Document Library

Key Text Social Protection: The Role of Cash Transfers

Author: D Ehrenpreis
Date: 2006
Size: 19 pages (331 KB)

Access document Access full text: available online


Summary

Can social protection policies – including cash transfer schemes – promote pro-poor growth and reduce vulnerability? This issue of Poverty Focus, published by the UNDP International Poverty Centre (IPC), provides a snapshot of innovative social protection programmes and donor-led efforts to harness social protection as a means of reducing the risks for poor people engaging in markets. It also calls for a broader conceptualisation of social protection to address the complex dynamics of poverty and the range of factors that keep people in poverty.

Social protection is often equated with short-term responses to shocks and crises. However, this restrictive interpretation creates a policy bifurcation in so far as the factors that lead to transitory poverty are viewed as distinct from those leading to chronic or extreme poverty. A broader conception of social protection focuses on both chronic and transitory poverty. Social protection should minimise the risks that lead to poverty traps and reduce vulnerability through livelihood promotion and asset redistribution. Specific interventions should help to overcome the threats to well-being arising from the hazards, risks and stresses (such as unemployment, ill-health or low-wages) that are associated with poverty generation processes.

A range of innovative social protection projects and programmes are currently being implemented worldwide.

  • In South Africa, there is intense public debate over proposals for a universal basic income grant (BIG) that would reduce poverty by more than half. However, the scheme may not be economically viable due to the huge costs involved.
  • The pilot Kalomo District Cash Transfer programme in Zambia involves regular cash transfers to vulnerable households to improve food security. Beneficiaries are identified through community decision-making and preliminary evaluations are largely positive.
  • In India, employment legislation guarantees 100 days employment per year for one member of a poor household, which is estimated to bring two-thirds of India’s above the poverty line.
  • An IPC ex ante evaluation of cash transfers in 15 African countries reveals that affordable programmes would only have a limited impact on poverty alleviation. More costly initiatives would significantly reduce poverty but would have little effect on school enrolment.

Poor people’s contribution to economic growth is constrained by their inability to manage the risks and vulnerabilities of engaging in markets. The OECD Poverty Network (POVNET) is currently drafting guidelines on social protection to enable more effective and coordinated donor interventions, which aim to:

  • Ensure that social protection policies go beyond short-term social safety nets by reducing vulnerability to risk and facilitating the engagement of poor people in more productive enterprises.
  • Promote investment in reliable social protection instruments to increase productivity and stimulate faster economic growth by encouraging young people to engage in higher risk and higher yield activities.
  • Confront inequalities of opportunities and assets, which affect poor people’s participation in development, through a mix of policies that balance growth and distributional objectives, empower people and tackle gender biases.
  • Use different types of cash transfers that are complementary to each other, as well as to other forms of transfers and to wider public investment.
  • Guarantee effective cash transfer schemes through long-term funding, transparent targeting criteria and robust delivery mechanisms.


* **Your objective**
Filter the lines below, keeping each one that holds "screenshot".

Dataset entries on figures
━━━━
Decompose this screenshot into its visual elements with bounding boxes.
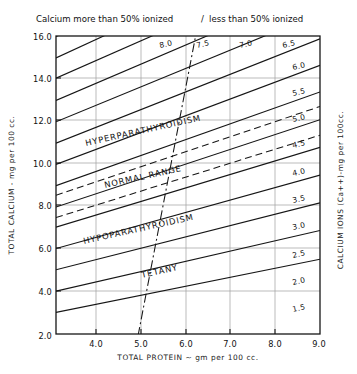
title-right-text: less than 50% ionized bbox=[209, 14, 303, 24]
nomogram-chart: Calcium more than 50% ionized / less tha… bbox=[0, 0, 357, 374]
x-tick-label-9.0: 9.0 bbox=[312, 339, 326, 349]
y-tick-label-14.0: 14.0 bbox=[33, 74, 52, 84]
x-tick-label-5.0: 5.0 bbox=[134, 339, 148, 349]
y-tick-label-12.0: 12.0 bbox=[33, 116, 52, 126]
y-tick-label-16.0: 16.0 bbox=[33, 32, 52, 42]
chart-svg: Calcium more than 50% ionized / less tha… bbox=[0, 0, 357, 374]
x-tick-label-7.0: 7.0 bbox=[223, 339, 237, 349]
y-axis-title-left: TOTAL CALCIUM - mg per 100 cc. bbox=[7, 116, 16, 256]
y-tick-label-8.0: 8.0 bbox=[38, 201, 52, 211]
x-tick-label-4.0: 4.0 bbox=[89, 339, 103, 349]
y-axis-title-right: CALCIUM IONS (Ca++)-mg per 100cc. bbox=[336, 111, 345, 269]
title-divider-text: / bbox=[201, 14, 204, 24]
y-tick-label-10.0: 10.0 bbox=[33, 159, 52, 169]
y-tick-label-2.0: 2.0 bbox=[38, 331, 52, 341]
y-tick-label-4.0: 4.0 bbox=[38, 287, 52, 297]
y-tick-label-6.0: 6.0 bbox=[38, 244, 52, 254]
x-tick-label-8.0: 8.0 bbox=[268, 339, 282, 349]
title-left-text: Calcium more than 50% ionized bbox=[36, 14, 173, 24]
x-axis-title: TOTAL PROTEIN ~ gm per 100 cc. bbox=[116, 353, 258, 362]
chart-background bbox=[0, 0, 357, 374]
x-tick-label-6.0: 6.0 bbox=[179, 339, 193, 349]
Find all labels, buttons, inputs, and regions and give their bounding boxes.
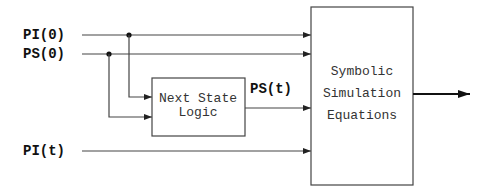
label-pi0: PI(0) (23, 27, 65, 43)
sse-label-line1: Symbolic (331, 64, 393, 79)
wire-pi0-to-nsl (129, 35, 152, 97)
nsl-label-line2: Logic (178, 105, 217, 120)
label-pst: PS(t) (250, 81, 292, 97)
sse-label-line3: Equations (327, 108, 397, 123)
label-ps0: PS(0) (23, 46, 65, 62)
symbolic-simulation-diagram: PI(0) PS(0) PI(t) Next State Logic PS(t)… (0, 0, 491, 193)
sse-label-line2: Simulation (323, 86, 401, 101)
nsl-label-line1: Next State (159, 91, 237, 106)
label-pit: PI(t) (23, 143, 65, 159)
wire-ps0-to-nsl (109, 54, 152, 117)
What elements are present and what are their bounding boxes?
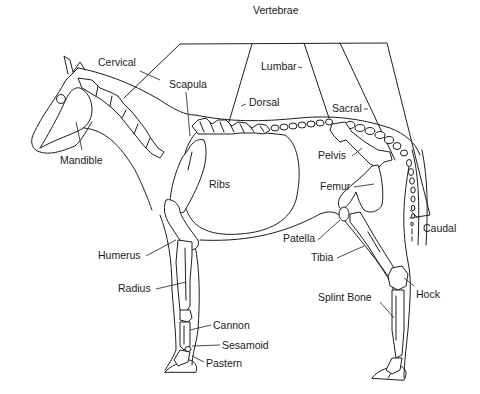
label-splint-bone: Splint Bone	[318, 292, 372, 303]
horse-skeleton-diagram: Vertebrae Cervical Scapula Lumbar Dorsal…	[0, 0, 480, 394]
body-outline	[32, 56, 428, 380]
label-radius: Radius	[118, 283, 151, 294]
front-cannon-bone	[180, 322, 190, 350]
hind-pastern-bone	[386, 358, 402, 374]
label-sacral: Sacral	[332, 103, 362, 114]
pastern-bone	[174, 350, 190, 366]
label-dorsal: Dorsal	[249, 97, 279, 108]
radius-bone	[176, 240, 192, 312]
label-lumbar: Lumbar	[261, 61, 297, 72]
label-cervical: Cervical	[98, 57, 136, 68]
label-pelvis: Pelvis	[318, 150, 346, 161]
label-sesamoid: Sesamoid	[222, 340, 269, 351]
lumbar-vertebrae	[271, 119, 333, 131]
skeleton-line-art	[0, 0, 480, 394]
label-humerus: Humerus	[98, 250, 141, 261]
label-patella: Patella	[283, 233, 315, 244]
label-tibia: Tibia	[311, 252, 333, 263]
label-scapula: Scapula	[169, 79, 207, 90]
label-ribs: Ribs	[209, 179, 230, 190]
label-pastern: Pastern	[206, 358, 242, 369]
hind-cannon-bone	[392, 290, 404, 358]
patella-bone	[339, 207, 349, 221]
label-femur: Femur	[320, 181, 350, 192]
label-mandible: Mandible	[60, 155, 103, 166]
carpus-bone	[180, 310, 192, 322]
label-cannon: Cannon	[213, 320, 250, 331]
label-vertebrae: Vertebrae	[253, 5, 299, 16]
label-caudal: Caudal	[423, 223, 456, 234]
label-hock: Hock	[416, 289, 440, 300]
scapula-bone	[170, 139, 206, 212]
hock-bone	[388, 266, 408, 290]
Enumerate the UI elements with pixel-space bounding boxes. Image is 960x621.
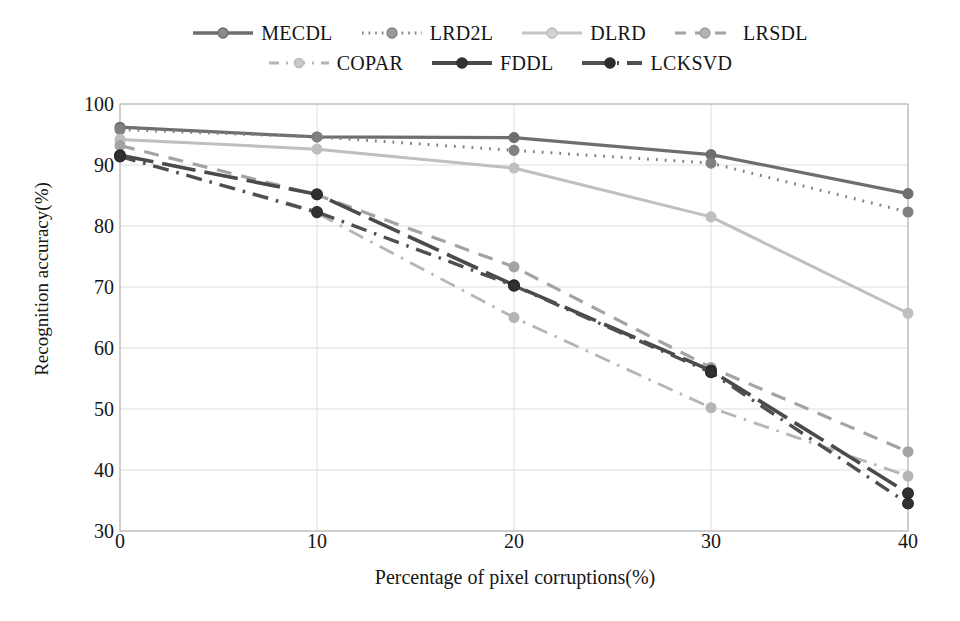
x-axis-tick-labels: 010203040 [0, 530, 960, 560]
data-point-marker [509, 313, 519, 323]
y-tick-label: 60 [68, 337, 114, 360]
chart-figure: MECDL LRD2L DLRD [0, 0, 960, 621]
data-point-marker [706, 212, 716, 222]
data-point-marker [509, 262, 519, 272]
x-tick-label: 40 [878, 530, 938, 553]
y-tick-label: 40 [68, 459, 114, 482]
data-point-marker [312, 144, 322, 154]
data-point-marker [312, 189, 323, 200]
y-axis-tick-labels: 10090807060504030 [58, 0, 114, 621]
data-point-marker [115, 151, 126, 162]
data-point-marker [509, 133, 519, 143]
x-tick-label: 30 [681, 530, 741, 553]
data-point-marker [509, 280, 520, 291]
y-axis-title: Recognition accuracy(%) [31, 119, 53, 439]
data-point-marker [903, 189, 913, 199]
x-tick-label: 0 [90, 530, 150, 553]
y-tick-label: 100 [68, 93, 114, 116]
data-point-marker [903, 471, 913, 481]
x-tick-label: 20 [484, 530, 544, 553]
y-tick-label: 50 [68, 398, 114, 421]
plot-canvas [0, 0, 960, 621]
data-point-marker [706, 367, 717, 378]
data-point-marker [903, 447, 913, 457]
x-axis-title: Percentage of pixel corruptions(%) [120, 566, 910, 589]
y-tick-label: 90 [68, 154, 114, 177]
y-tick-label: 70 [68, 276, 114, 299]
data-point-marker [903, 488, 914, 499]
data-point-marker [509, 145, 519, 155]
y-tick-label: 80 [68, 215, 114, 238]
data-point-marker [903, 308, 913, 318]
data-point-marker [312, 132, 322, 142]
data-point-marker [312, 207, 323, 218]
data-point-marker [706, 158, 716, 168]
data-point-marker [509, 163, 519, 173]
x-tick-label: 10 [287, 530, 347, 553]
data-point-marker [115, 125, 125, 135]
data-point-marker [903, 207, 913, 217]
data-point-marker [903, 498, 914, 509]
data-point-marker [706, 403, 716, 413]
data-point-marker [115, 140, 125, 150]
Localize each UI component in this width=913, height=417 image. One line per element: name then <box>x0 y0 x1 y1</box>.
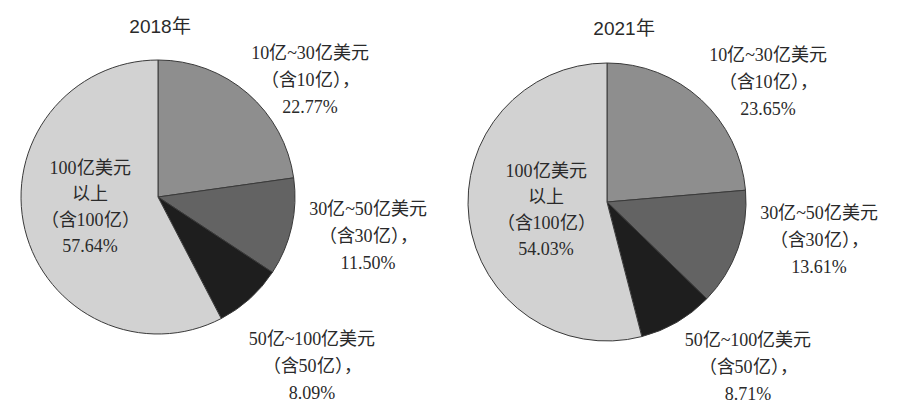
slice-label-line: 100亿美元 <box>50 158 131 178</box>
slice-label-2018-2: 50亿~100亿美元（含50亿），8.09% <box>249 329 376 403</box>
slice-label-line: 13.61% <box>791 257 847 277</box>
slice-label-line: （含100亿） <box>41 210 140 230</box>
slice-label-2021-2: 50亿~100亿美元（含50亿），8.71% <box>685 330 812 404</box>
slice-label-line: （含30亿）， <box>770 230 869 250</box>
slice-label-line: 30亿~50亿美元 <box>760 203 878 223</box>
pie-charts-figure: 2018年 10亿~30亿美元（含10亿），22.77%30亿~50亿美元（含3… <box>0 0 913 417</box>
slice-label-2021-0: 10亿~30亿美元（含10亿），23.65% <box>709 45 827 119</box>
slice-label-line: 10亿~30亿美元 <box>709 45 827 65</box>
slice-label-line: 10亿~30亿美元 <box>251 43 369 63</box>
slice-label-line: 30亿~50亿美元 <box>309 199 427 219</box>
pie-chart-2018: 2018年 10亿~30亿美元（含10亿），22.77%30亿~50亿美元（含3… <box>21 16 427 403</box>
slice-label-2021-1: 30亿~50亿美元（含30亿），13.61% <box>760 203 878 277</box>
slice-label-line: 100亿美元 <box>506 161 587 181</box>
slice-label-line: （含50亿）， <box>699 357 798 377</box>
slice-label-line: 57.64% <box>62 236 118 256</box>
pie-slices-2018 <box>21 60 295 334</box>
slice-label-line: 8.09% <box>289 383 336 403</box>
slice-label-line: 50亿~100亿美元 <box>685 330 812 350</box>
slice-label-line: 50亿~100亿美元 <box>249 329 376 349</box>
chart-title-2018: 2018年 <box>129 16 190 37</box>
slice-label-line: 22.77% <box>282 97 338 117</box>
slice-label-line: 54.03% <box>518 239 574 259</box>
slice-label-line: （含30亿）， <box>319 226 418 246</box>
slice-label-2018-0: 10亿~30亿美元（含10亿），22.77% <box>251 43 369 117</box>
slice-label-line: （含10亿）， <box>719 72 818 92</box>
slice-label-line: （含50亿）， <box>263 356 362 376</box>
slice-label-line: 以上 <box>72 184 108 204</box>
slice-label-line: （含10亿）， <box>261 70 360 90</box>
pie-chart-2021: 2021年 10亿~30亿美元（含10亿），23.65%30亿~50亿美元（含3… <box>468 18 878 404</box>
chart-title-2021: 2021年 <box>593 18 654 39</box>
slice-label-line: 8.71% <box>725 384 772 404</box>
slice-label-line: 23.65% <box>740 99 796 119</box>
slice-label-line: （含100亿） <box>497 213 596 233</box>
slice-label-2018-1: 30亿~50亿美元（含30亿），11.50% <box>309 199 427 273</box>
slice-label-line: 以上 <box>528 187 564 207</box>
pie-slices-2021 <box>468 63 746 341</box>
slice-label-line: 11.50% <box>341 253 396 273</box>
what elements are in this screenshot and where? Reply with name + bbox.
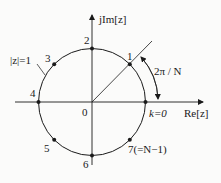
circle-label: |z|=1 xyxy=(10,55,31,66)
point-label-7: 7(=N−1) xyxy=(128,144,167,155)
origin-label: 0 xyxy=(82,107,88,118)
point-k3 xyxy=(52,62,56,66)
z-plane-diagram: jIm[z] Re[z] 0 |z|=1 2π / N k=0 1 2 3 4 … xyxy=(0,0,221,183)
point-label-6: 6 xyxy=(83,159,89,170)
radial-line xyxy=(92,41,152,102)
point-label-3: 3 xyxy=(45,53,51,64)
point-label-k0: k=0 xyxy=(149,108,167,119)
angle-label: 2π / N xyxy=(154,66,182,77)
point-k1 xyxy=(128,62,132,66)
point-k6 xyxy=(90,154,94,158)
point-label-1: 1 xyxy=(127,51,133,62)
point-k5 xyxy=(52,138,56,142)
point-k2 xyxy=(90,47,94,51)
point-label-5: 5 xyxy=(44,143,50,154)
point-label-2: 2 xyxy=(84,35,90,46)
point-k7 xyxy=(128,138,132,142)
point-label-4: 4 xyxy=(30,88,36,99)
circle-label-leader xyxy=(37,64,45,75)
point-k4 xyxy=(37,100,41,104)
real-axis-label: Re[z] xyxy=(184,108,208,119)
point-k0 xyxy=(144,100,148,104)
imag-axis-label: jIm[z] xyxy=(99,14,126,25)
━━━━
* **Task output**
Decompose this screenshot into its visual elements with bounding boxes.
what elements are in this screenshot and where? Reply with name + bbox.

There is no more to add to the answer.